Saturday 16 May 2009

Lateral thinking.........?

In the midst of the political meltdown caused by the fury over MPs' abuse of expenses, some people are still seeing the politicians take, on 'fixing the recession' that happened on-their-watch, as hardly creative or guaranteed to work. Fortunately, there are many more creative minds than ever enter the Houses of Westminster. Here was one suggestion that circululated recently, I suspect only half-jokingly!

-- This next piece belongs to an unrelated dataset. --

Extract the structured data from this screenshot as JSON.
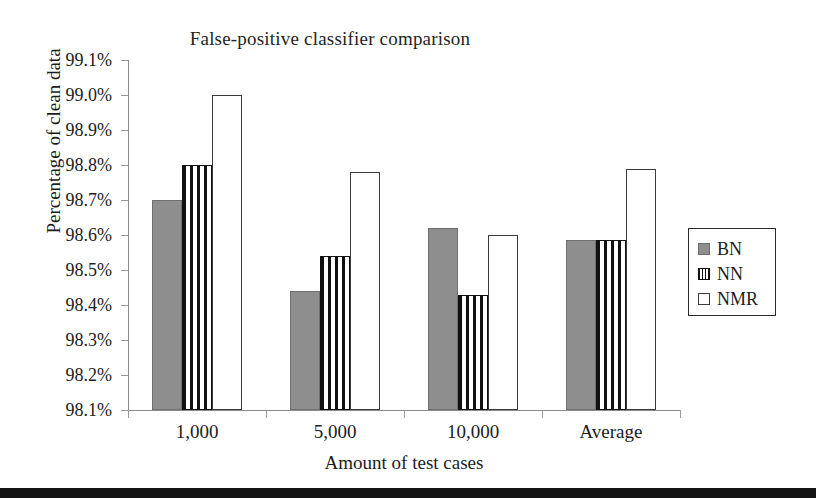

'Dear Mr. Darling, Please find below my suggestion for fixing Britain's economy. Instead of giving billions of pounds to banks that will squander the money on lavish parties and unearned bonuses, use the following plan.
You can call it the Patriotic Retirement Plan:
There are about 20 million people over 50 in the work force. - Pay them £1 million apiece severance for early retirement with the following stipulations:
1) They MUST retire. Result - 20 million job openings - Unemployment fixed.
2) They MUST buy a new British CAR. Result - 20 million cars ordered - Auto Industry fixed.
3) They MUST either buy a house or pay off their mortgage - Result - Housing Crisis fixed.
4) They must send their kids to school / college /university - Result - Crime rate fixed
5) Buy £50 of alcohol / tobacco a week there's your money back in duty / tax etc
It can't get any easier than that!
P.S. If more money is needed, have all members of parliament pay back their falsely claimed expenses and second home allowances If you think this would work, please forward to everyone you know. If not, please disregard.'

The writer might well have added, 'it could work wonders in also solving some of the looming pension crises!'
This would be an interesting challenge for us over-50s. If such an off-the-wall solution were ever offered (and our political leaders would never be so creative) how many of us would be prepared to retire?
More importantly, how many of us would be able to design a lengthy retirement in in which we can achieve quality of life, purpose and meaning? How many of us could find opportunities, outside of paid work, in which to use our skills and talents, contributing to causes we believe in? How many of us would take that chance to fulfil those long-held ambitions we have never had time for, or engage with the excitement of lifelong learning, just for the joy of continuing to renew ourselves? How many of us could design a 'portfolio retirement' in which we piece together a jigsaw of involvements which would result in us saying, 'I don't know how I ever found time to work?'
We should of course be already planning how to have such a life. Not because the scheme above will ever happen, but because always having an alternative, even when in work, is our security!
'The Rainbow Years' invites reflection on some of these challenges!

1 comment:

David Stillwagon said...

that's a great idea. I think they should try that in America too.